Trauma Recovery and Resilience for Separated Immigrant Families in the Borderlands

Trauma recovery and resilience has been building at the El Paso, Texas, – Juarez border for years.

In 2008-2009, long time mental health clinician Fabiola Ekleberry, LPC-S, NCC recognized a desperate need for informed trauma treatment in the El Paso community.  El Paso is home to Fort Bliss, the largest installation of US Army Forces Command, and a short walk across the Rio Grande from Ciudad Juarez, Mexico, a drug cartel battleground at the time.  In 2009 -2010, need for PSTD and trauma treatment was intense for thousands of returning soldiers, local citizen and immigrant workers caught in the crossfire of the brutal drug gang war.  The trauma and treatment need has escalated exponentially at the El Paso Borderplex, with immigrant family-child separations, and detentions resulting from the United States new Zero Tolerance immigration policy.

Ekleberry trained in EMDR with Trauma Recovery/Humanitarian Assistance Programs (Trauma Recovery/HAP) in 2009, to use more trauma-informed therapies in this underserved community.  Training and connecting with Trauma Recovery\HAP volunteers like Peggy Moore, fellow trainees and Trauma Recovery Network (TRN) members led her to realize the need for many more EMDR  therapists and a forum for knowledge exchange and info sharing on treatment strategies to dramatically help everyone involved in recovery efforts.  As president of Professional Counselors of El Paso (PCEP), she envisioned an annual conference bringing together research, treatment and humanitarian agencies in workshops to learn and strategize on trauma treatment and resilience problems.

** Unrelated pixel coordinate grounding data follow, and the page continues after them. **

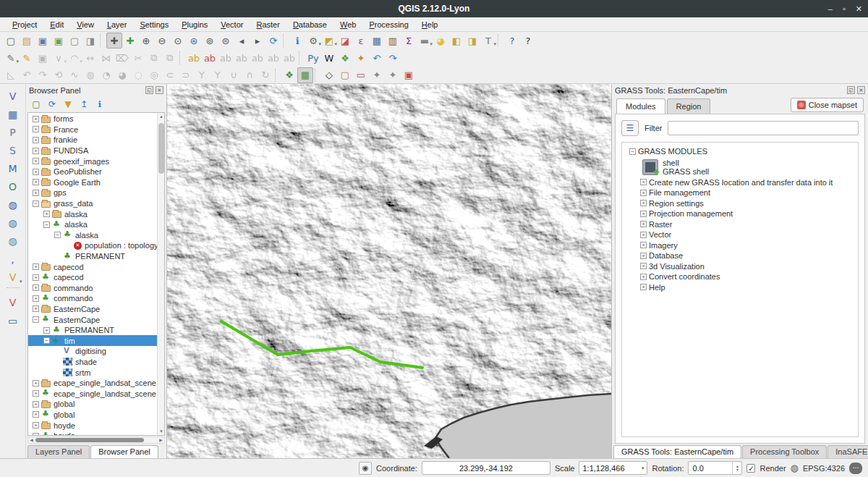 This screenshot has width=868, height=477. What do you see at coordinates (824, 468) in the screenshot?
I see `epsg-status: EPSG:4326` at bounding box center [824, 468].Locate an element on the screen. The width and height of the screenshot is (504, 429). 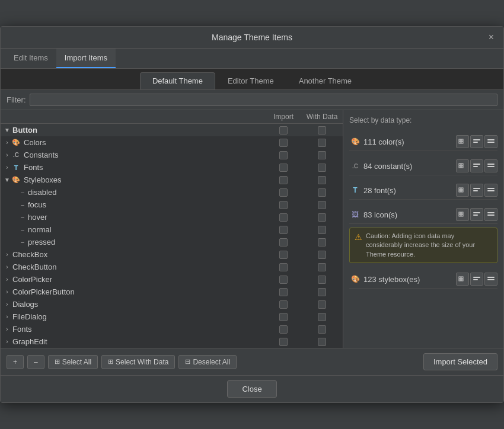
select-all-icons-btn is located at coordinates (462, 214).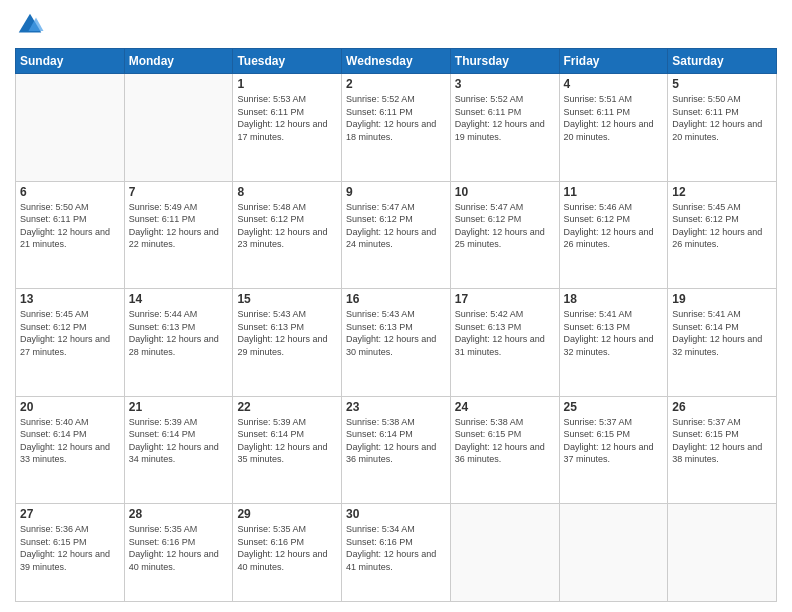  I want to click on calendar-cell: 4Sunrise: 5:51 AM Sunset: 6:11 PM Daylig…, so click(614, 128).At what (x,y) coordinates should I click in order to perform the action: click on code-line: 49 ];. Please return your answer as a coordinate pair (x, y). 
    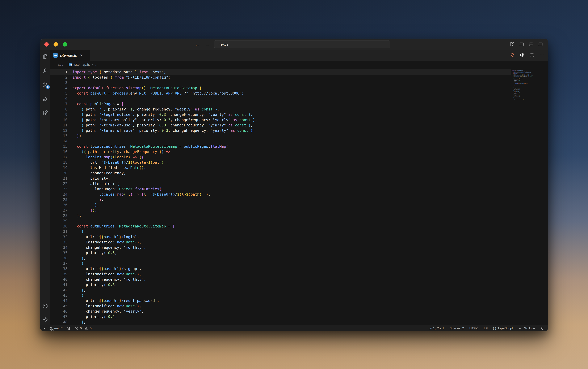
    Looking at the image, I should click on (281, 325).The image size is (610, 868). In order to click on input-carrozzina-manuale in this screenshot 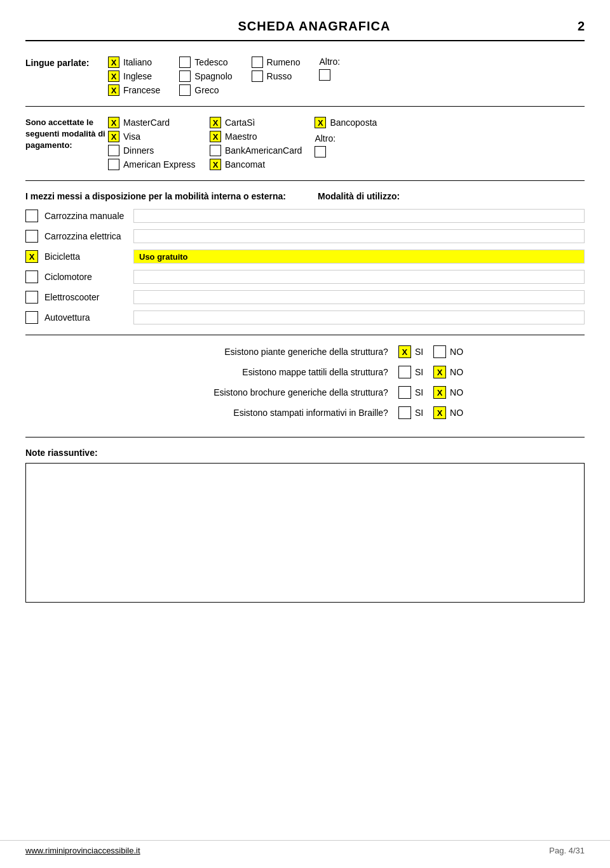, I will do `click(359, 216)`.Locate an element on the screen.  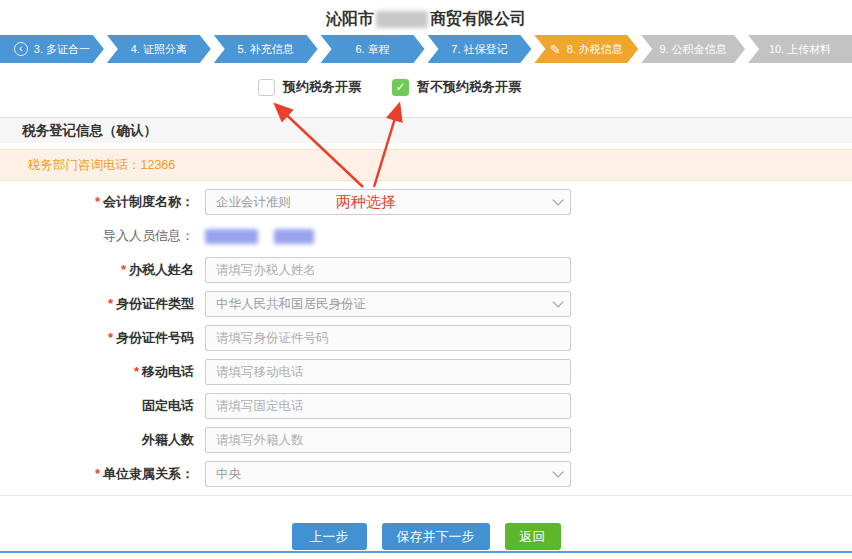
step-progress-bar: ‹ 3. 多证合一 4. 证照分离 5. 补充信息 6. 章程 7. 社保登记 … is located at coordinates (426, 49).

Network Focused on Trauma Recovery

Ekleberry ‘s client work, role in PCEP and on-going relationship with Trauma Recovery/HAP opened connections to like-minded Trauma Recovery/HAP trained mental health professionals, Dee Blinka  and Temperance Johnson, as well as academic leaders at the University of Texas, El Paso (UTEP) and senior advocates at border humanitarian relief agencies – Hope Border Institute and Catholic Charities.   In collaboration, they have produced two internationally recognized conferences on trauma and resilience, igniting interest in EMDR in the region.  This local group spearheads the grassroots initiatives to address the family separation/detention crisis in the area.  It is hoped that their effort can inform a larger TRN -supported response focused on the crisis areas of Arizona, Florida, New Mexico, New York and Texas, and eventually extending to all 17 states holding detainees.

Milestones and Next Steps

Major milestones and success include a recent daylong symposium bringing together mental health professionals, academia, and humanitarian leaders to focus on family separation and detention challenges and responses.  While they have not been allowed to see families or children yet, they have achieved significant successes and a means to their goals:

Therapist Preparation: Ekleberry, Blinka and Peggy Moore called Trauma Recovery/HAP in efforts to meet the need.  Executive Director Carol Martin quickly mobilized resources for low cost training initiatives.  Trauma Recovery/HAP EMDR 1 training will be held in November for over 40 therapists, EMDR 2 will take place in January and an RTEP/GTEP training refresher will be held in December 2018, to prepare a large body of therapists to treat children and families, in cooperation with Catholic Charities where the trainings will be hosted.

Organizing response: Mental health practitioners, academia and humanitarian aid agencies have united into a cohesive body with on-going communication, collaboration and united response efforts, including access to immigration attorneys, aid organizations caring for detainees, and demonstrations and marches.   Every interaction has formed connections to additional assistance leaders and politicians engaged in resolving the crisis.

Work with immigration attorneys serving detainees:  a two-pronged effort, bilingual therapists will help attorneys deal with and diffuse the trauma of the children and families they are working with to prepare their cases, rather than further traumatize them through reiteration of their story.  Secondly, EMDR-trained therapists will train attorneys in self-care to better deal with the exhaustion they are experiencing.

Future treatment:  it is believed that work with and through the immigration attorneys at the border will eventually provide direct access to the children in border detention camps.

Trauma Recovery/ Humanitarian Assistance Programs is proud to be working with these inspired mental health leaders, and wish them success and energy as they bring hope to the detainees.